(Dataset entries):
++++++++
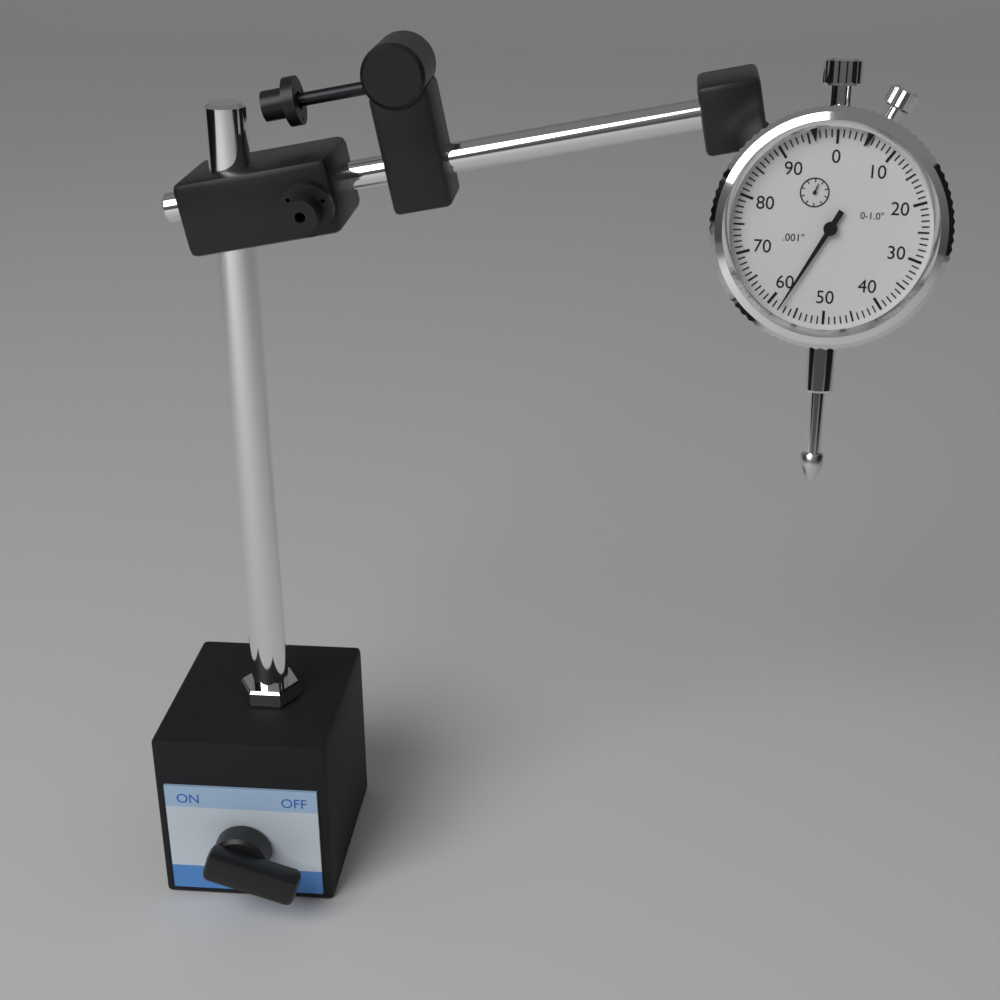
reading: 0.058 in
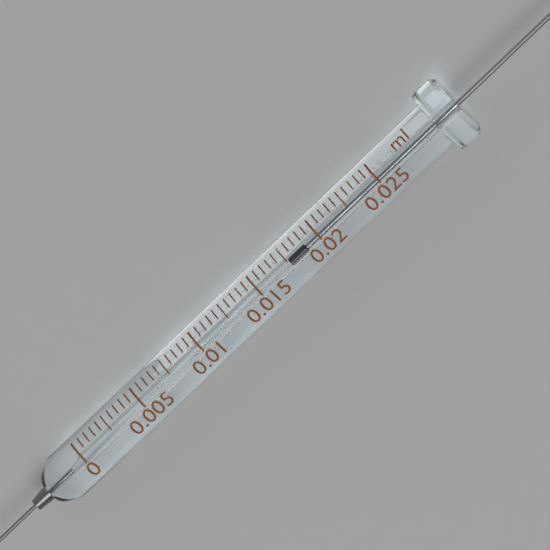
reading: 0.0175 ml
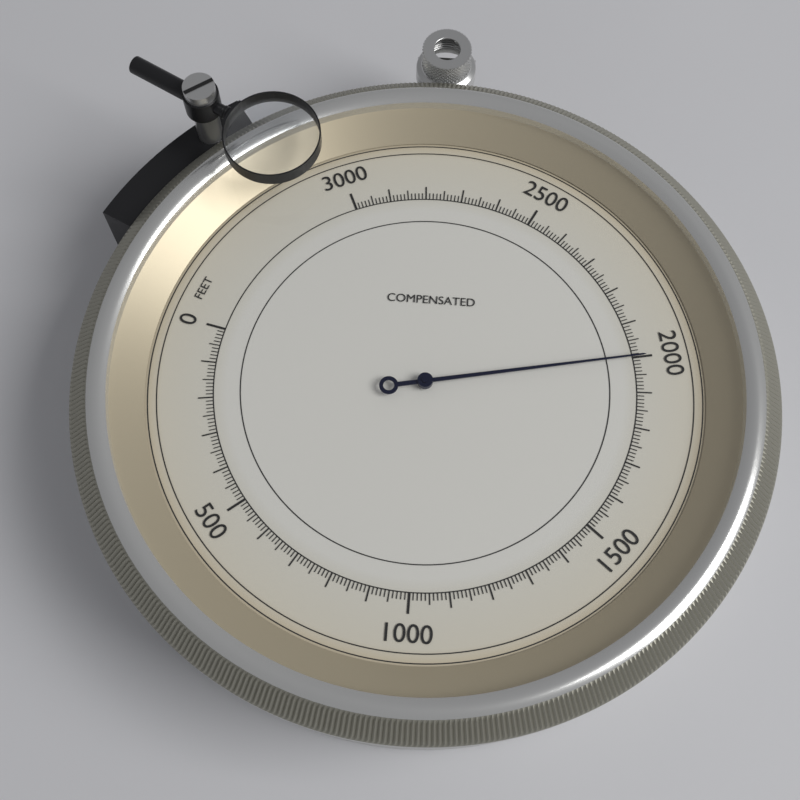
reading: 2000 feet
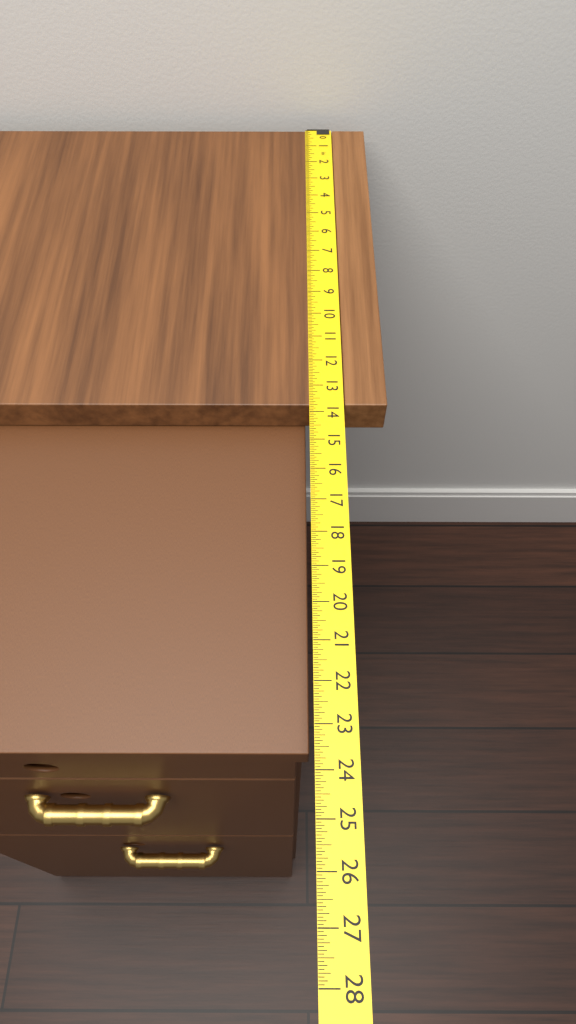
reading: 13.7500 in
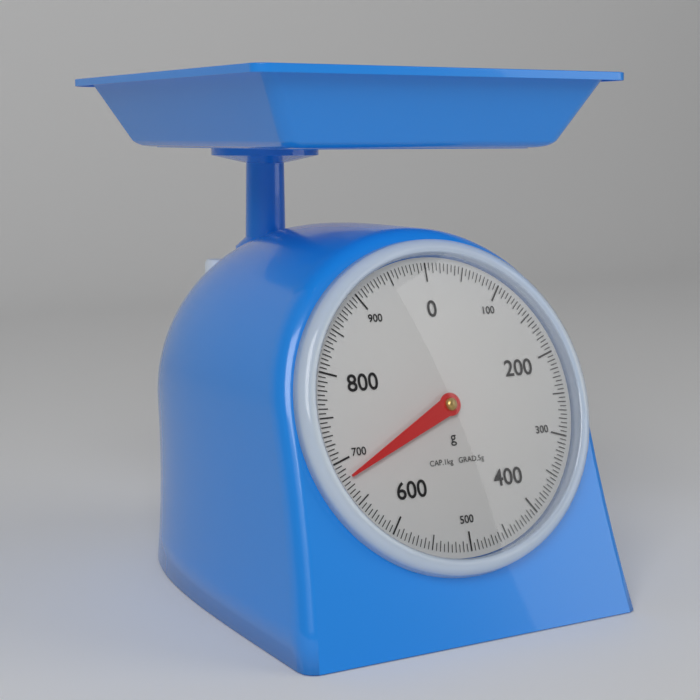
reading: 680 g
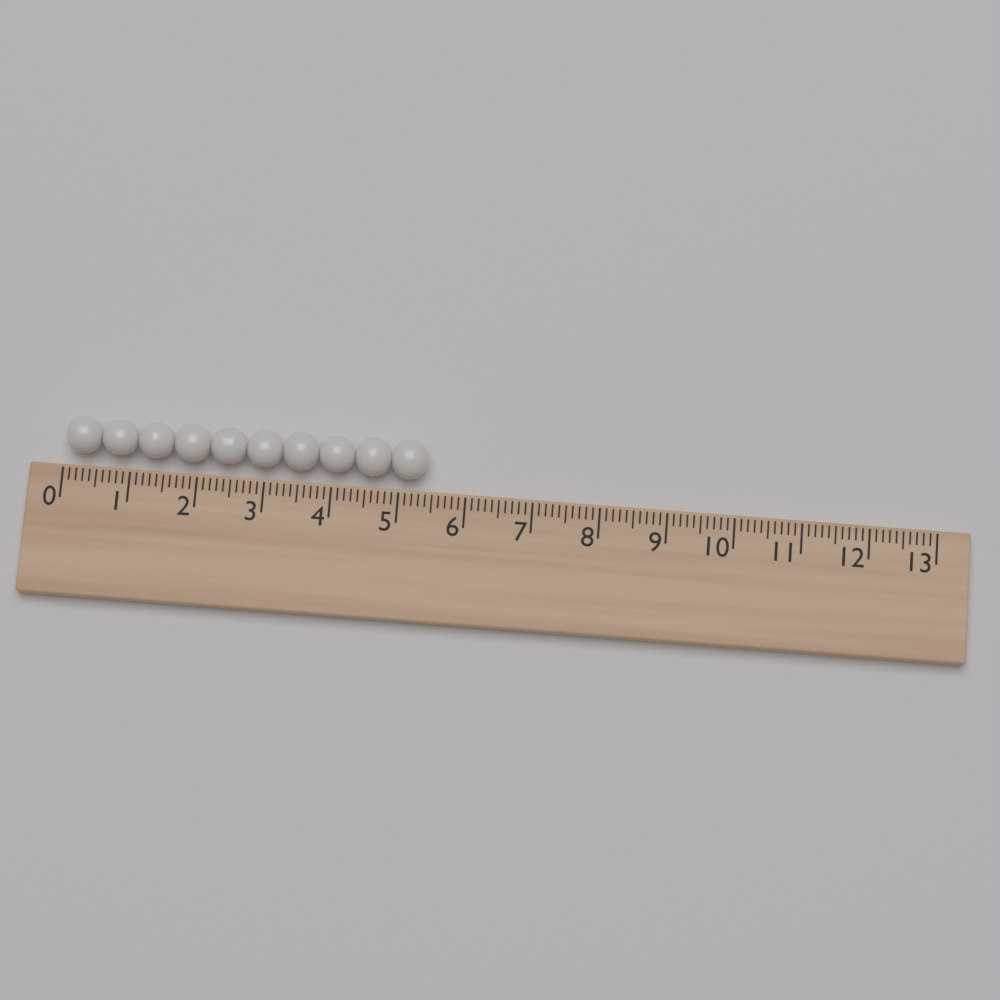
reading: 5.4 (no unit)
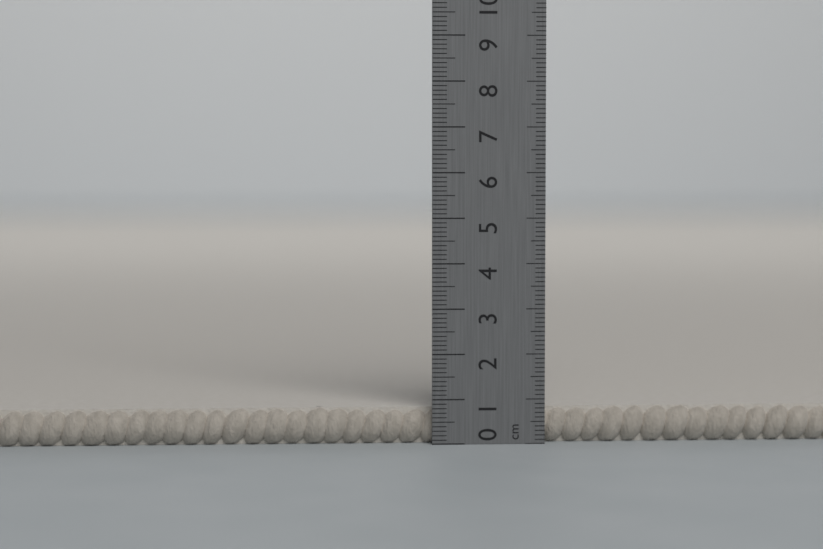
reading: 0.8 cm
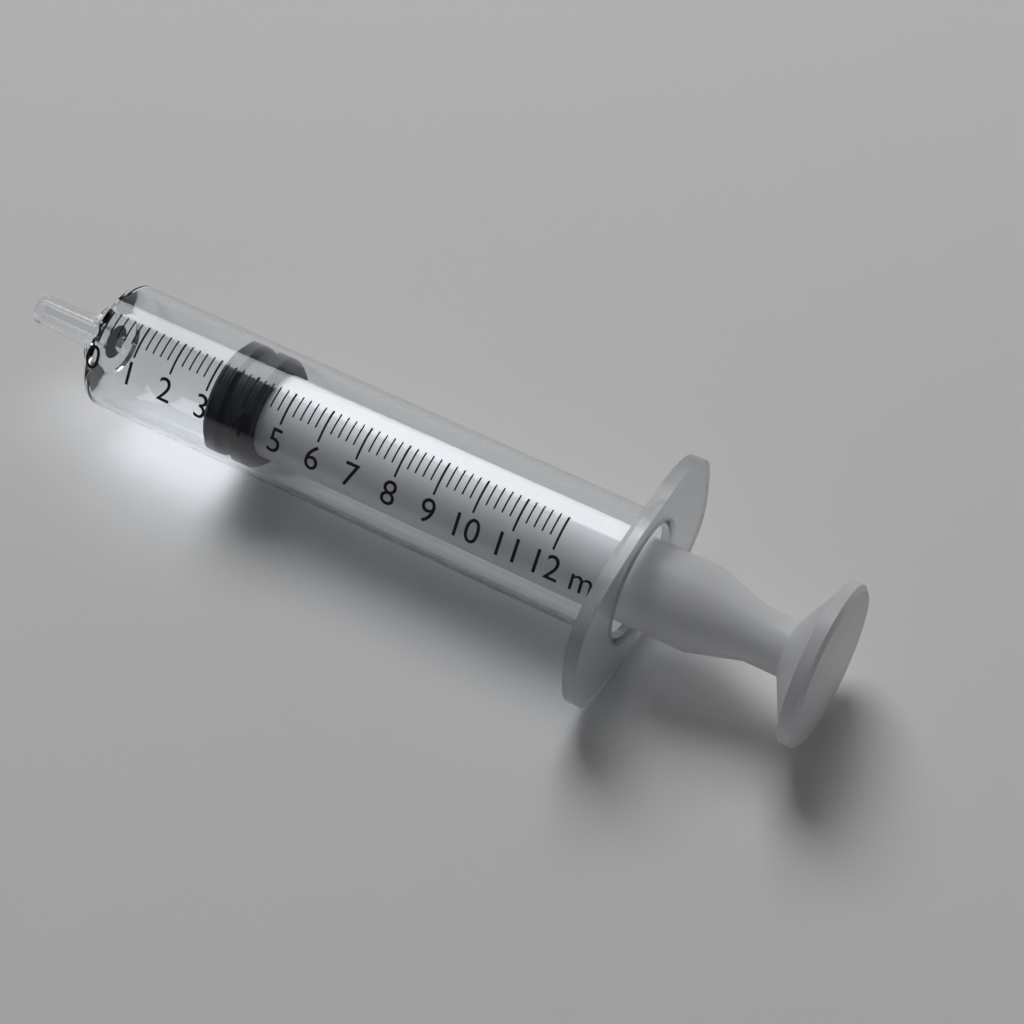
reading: 3.0 ml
++++++++
(WHAT THE TASK REQUIRES):
In the records above, find the line with "reading: 0.0175 ml" and copy from it through the last line exactly, without the pictures.

(PROBLEM SOLUTION):
reading: 0.0175 ml
reading: 2000 feet
reading: 13.7500 in
reading: 680 g
reading: 5.4 (no unit)
reading: 0.8 cm
reading: 3.0 ml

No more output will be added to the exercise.